Sorry I haven't been able to look at this until today. My first question is, should I be implementing these methods in the SnapShotBase Interface or one of the implementing classes. If the second option, where are the implementing classes?

Thanks,
Joe

@keith-turner
Copy link
Contributor Author

You could add a default method to SnapShotBase like the following.

  default CompletableFuture<String> getsAsync(String row, Column column) {
    return CompletableFuture.completedFuture(gets(row, column));
  }

This default method is actually synchronous and blocks. However it provides a default impl for any existing classes that implement the interface and do not provide this new method.

You will want to override this in TransactionImpl and provide an impl that is async. The TransactionImpl class is a bit too big, it needs to be refactored. Could possibly put this async get functionality in its own class and have TransactionImpl call it. Maybe something like the following.

class AsyncReader {
   private queue
   private executor

  AsyncReader(TransactionImpl tx) {//TODO}
  CompletableFuture<String> gets(String row, String column) {//TODO}
  void close() {//TODO clean up any resource, like shutdown thread pool}
}

@jkosh44
Copy link
Contributor

jkosh44 commented Nov 14, 2017

I'm a bit new to multi-threading so apologies if any of these questions seem basic.

I think I understand your idea and am going to start working on it. My question is though why can't we do something like this:

    default CompletableFuture<String> getsAsync(String row, Column column) {
      return CompletableFuture.supplyAsync(() -> gets(row, column));
    }

Is the idea that we want to run each get method sequentially but as a whole do them asynchronously from everything else?

@keith-turner
Copy link
Contributor Author

keith-turner commented Nov 14, 2017

@jkosh44 there are two problems with the supplyAsync(() -> gets(row, column)) approach. First, the task will execute in a thread pool that is shared JVM wide. The gets operation does network I/O. Executing a I/O task in this JVM wide thread pool could block other task (like parallel stream operations and parallel sort operations).

Second, each gets(row, column) method will make a remote procedure call (RPC) to get data from an Accumulo server. If all of the async calls are batched into a single gets(Collection<RowColumn>) call, then this may do less RPCs depending on the number of servers the data is on.

@keith-turner
Copy link
Contributor Author

Project Loom is something to consider when thinking about adding async methods to Fluo's public API.
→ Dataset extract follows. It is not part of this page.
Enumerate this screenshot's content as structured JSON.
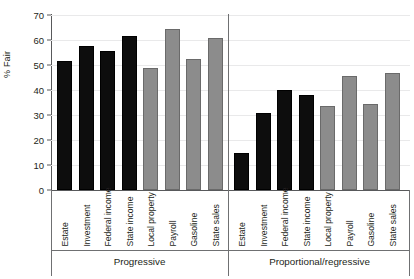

http://cr.openjdk.java.net/~rpressler/loom/Loom-Proposal.html

Not sure what the timeline for Loom is.

This was linked to pull requests Jul 1, 2020
@ctubbsii ctubbsii added this to the 2.0.0 milestone Jul 1, 2020
Sign up for free to join this conversation on GitHub. Already have an account? Sign in to comment
Labels
None yet
Projects
None yet
Development

Successfully merging a pull request may close this issue.